Many, including Shabbir, have left Missouri, leaving a city that they once called home, because Kashmiris feel insecurity.
The Pahalgam attack has eliminated the wave of enmity with Kashmiris living in various Indian cities.
According to the BBC, more than a dozen reports have revealed the Kashmiri shopkeepers and students by the right -wing groups, and even with the details of harassment, adultery and threats by their own classmates, consumers and neighbors.
Herving videos that have been circulating online show that Kashmiri students were chased and attacked on the roads.
In appeal for peace, a survivor of the Pahalgam attack, whose naval officer’s husband was killed, urged people not to target Muslims and Kashmiris. “We want peace and just peace,” he pleaded.
Despite these demands of calm, fear has forced many Kashmiris like Shabbir to return to their homeland.
Nursing student Umayat Shabbir at a university in Punjab said how women in his neighborhood called it a “terrorist should be thrown away”.
“On the same day, my classmate was forced to be taken out of the taxi by his driver when he found out that he was a Kashmiri,” he said. “It took us three days to return to Kashmir but we had no options. We had to go.”
However, for many people who have returned, even the home does not feel safe.
When investigations into the Pahalgam attack are underway, security forces detained thousands of people in the IIOJK, closed more than 50 tourist destinations, deployed additional troops and paramilitary forces, and detained suspected “terrorists”.
Crackdown has given rise to fear and anxiety among ordinary citizens, many of whom have called them a form of “collective punishment”.
Although IIOJ’s Chief Minister Omar Abdullah emphasized the need to punish the culprit, he warned against “suicide attacks on innocent people”.
Former Chief Minister Mehbooba Mufti also criticized the demolition, and called on the government to distinguish between “terrorists and citizens”.
“Whenever stress increases, we are the first person to suffer from it. But we are treated as suspects and they are expected to stop their lives,” another student, who wanted to be anonymous, told the BBC.
Shafi Susan, another shawl from Kopwara district, also worked in Missouri for two decades, noting that the current reaction seems to be significantly worse than in the past.
He said that even after the 2019 Paloma attack, he had never faced public threats before, in which 40 paramilitary police forces were killed.
To him, Missouri felt like a house, a place where she found peace – despite being hundreds of kilometers away. He said he had distributed emotional relationships with his customers, which came from all parts of the country
“People were always kind to us, they wore our clothes so happy,” Saban reminded. “But on that day, when our comrades were attacked, no one came to help. People are just standing and watching them. He physically hurt them – but emotionally, even more.”

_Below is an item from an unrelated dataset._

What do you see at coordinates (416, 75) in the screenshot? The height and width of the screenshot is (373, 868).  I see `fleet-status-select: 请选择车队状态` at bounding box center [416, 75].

Peace in the region has been critical for a long time and has caught the citizens in an uncertainty.
Although officials have pointed to the recent improvement in infrastructure, tourism and investment, the region’s special constitutional status in 2019 is a sign of stability, the critics believe that it has come at the expense of calm civil liberties and political freedoms.
“The injection of doubts is always on the locals, even in the past decades and a half decades,” says Anuradha Bhasin, a managing editor of the Kashmir Times newspapers. “They always have to prove their innocence.”

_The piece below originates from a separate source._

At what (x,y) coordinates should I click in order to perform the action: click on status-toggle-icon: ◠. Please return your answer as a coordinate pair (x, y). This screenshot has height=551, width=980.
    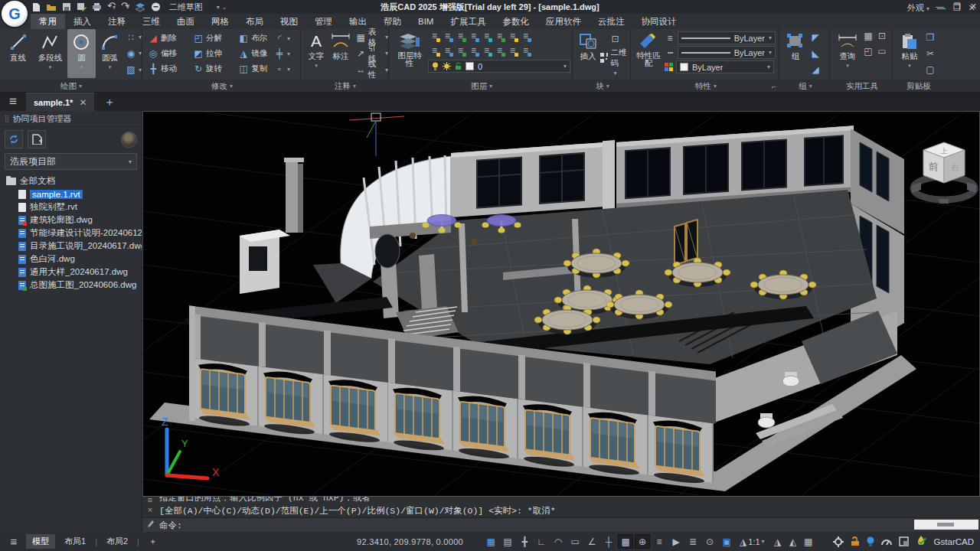
    Looking at the image, I should click on (558, 542).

Following the recent attack, Kashmiris organized a march in the light of the candle and a protest march, a complete shutdown was observed a day after the black front pages printing killings and newspapers.
Omar publicly apologized for acknowledging his “failure” in protecting visitors.
Bahasin noted that Kashmiris condemned such attacks is nothing new, emphasizing, “No one condoles the civilian casualties – they know the pain of losing their loved ones well.”
“This will cause more fear and people will have to be more separated, many of which already feel isolated from the rest of the country,” he said.